At King's College London, where chemistry faces the chop, some of the same factors are at work. The subject received a grade 4 in the Rae, up from a 3a the year before. But that wasn't good enough to stop the college instituting a review in March 2003. That review, in turn, led to a haemorrhage of staff, fearful that the department was for the axe.

Now only eight staff are left and chemistry looks increasingly precarious. The college insists that no decision has been taken to cut it, but the omens do not look good. Students who were due to arrive at King's to study chemistry this autumn have had their places cancelled.

And so it looks as though the department will close. The university world is shaking its head in gloom. "This was one of the jewels in the crown," said a spokesman for the Royal Society of Chemistry. "It has a good record. Sue Gibson, who was recently recruited to King's, is a leading chemical scientist. We are dismayed that this can happen."

But a spokesman for King's explained that chemistry was expensive to teach and that the college had already poured £7m into it. At the same time it was difficult to find students. King's always enters the Clearing system to make up its student numbers in chemistry, she said.

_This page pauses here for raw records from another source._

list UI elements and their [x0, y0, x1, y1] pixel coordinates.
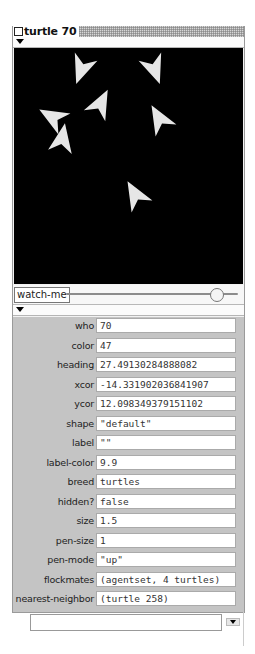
title-bar[interactable]: turtle 70 — [13, 26, 244, 37]
property-row-color: color47 — [13, 337, 244, 357]
property-value-field[interactable]: (agentset, 4 turtles) — [96, 572, 236, 587]
property-row-shape: shape"default" — [13, 415, 244, 435]
property-row-nearest-neighbor: nearest-neighbor(turtle 258) — [13, 590, 244, 610]
property-label: shape — [66, 418, 94, 429]
command-history-dropdown[interactable] — [226, 618, 240, 626]
property-label: flockmates — [44, 574, 94, 585]
turtle-shape[interactable] — [65, 53, 97, 88]
view-disclosure-row[interactable] — [13, 37, 244, 48]
property-value-field[interactable]: 9.9 — [96, 455, 236, 470]
property-value-field[interactable]: -14.331902036841907 — [96, 377, 236, 392]
property-value-field[interactable]: false — [96, 494, 236, 509]
property-value-field[interactable]: (turtle 258) — [96, 591, 236, 606]
properties-disclosure-row[interactable] — [13, 305, 244, 316]
property-label: nearest-neighbor — [16, 593, 94, 604]
properties-panel: who70color47heading27.49130284888082xcor… — [13, 317, 244, 612]
property-label: who — [75, 320, 94, 331]
property-row-flockmates: flockmates(agentset, 4 turtles) — [13, 571, 244, 591]
property-row-xcor: xcor-14.331902036841907 — [13, 376, 244, 396]
disclosure-triangle-icon[interactable] — [16, 39, 24, 44]
property-row-hidden: hidden?false — [13, 493, 244, 513]
property-value-field[interactable]: "" — [96, 435, 236, 450]
property-value-field[interactable]: 1.5 — [96, 513, 236, 528]
property-row-breed: breedturtles — [13, 473, 244, 493]
property-value-field[interactable]: 1 — [96, 533, 236, 548]
property-row-who: who70 — [13, 317, 244, 337]
property-label: size — [76, 515, 94, 526]
property-label: pen-mode — [47, 554, 94, 565]
close-box-icon[interactable] — [14, 27, 23, 36]
turtle-canvas — [14, 48, 243, 284]
turtle-shape[interactable] — [84, 84, 119, 121]
window-title: turtle 70 — [24, 26, 76, 37]
property-value-field[interactable]: 27.49130284888082 — [96, 357, 236, 372]
property-row-label: label"" — [13, 434, 244, 454]
turtle-shape[interactable] — [141, 99, 176, 136]
zoom-slider-knob[interactable] — [210, 288, 224, 302]
turtle-inspector-window: turtle 70 watch-me who70color47heading27… — [12, 26, 245, 613]
turtle-shape[interactable] — [139, 53, 171, 88]
command-input[interactable] — [30, 614, 222, 631]
property-label: hidden? — [58, 496, 94, 507]
property-value-field[interactable]: "default" — [96, 416, 236, 431]
property-row-pen-mode: pen-mode"up" — [13, 551, 244, 571]
property-row-heading: heading27.49130284888082 — [13, 356, 244, 376]
property-value-field[interactable]: 70 — [96, 318, 236, 333]
watch-me-button[interactable]: watch-me — [14, 287, 70, 303]
property-label: xcor — [74, 379, 94, 390]
property-label: pen-size — [56, 535, 94, 546]
property-label: color — [72, 340, 94, 351]
disclosure-triangle-icon[interactable] — [16, 307, 24, 312]
agent-view[interactable] — [14, 48, 243, 284]
watch-row: watch-me — [13, 285, 244, 305]
property-label: breed — [68, 476, 94, 487]
property-row-ycor: ycor12.098349379151102 — [13, 395, 244, 415]
property-label: label — [72, 437, 94, 448]
property-row-pen-size: pen-size1 — [13, 532, 244, 552]
property-row-size: size1.5 — [13, 512, 244, 532]
property-value-field[interactable]: 47 — [96, 338, 236, 353]
property-label: heading — [57, 359, 94, 370]
property-value-field[interactable]: 12.098349379151102 — [96, 396, 236, 411]
divider — [243, 612, 244, 646]
turtle-shape[interactable] — [117, 175, 152, 212]
title-tab: turtle 70 — [13, 26, 79, 37]
property-value-field[interactable]: turtles — [96, 474, 236, 489]
property-row-label-color: label-color9.9 — [13, 454, 244, 474]
chevron-down-icon — [230, 620, 236, 624]
property-label: label-color — [46, 457, 94, 468]
property-label: ycor — [74, 398, 94, 409]
property-value-field[interactable]: "up" — [96, 552, 236, 567]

Some vice-chancellors are philosophical about what is happening. Tim O'Shea, principal of Edinburgh University, says there is nothing new about departments closing. If whole regions of the country were going to be denuded of a subject there might be cause for alarm. "If you suddenly found there was no chemistry or architecture in London or likewise in Scotland, there would be cause for concern," he said. "But all this is a normal fact of life."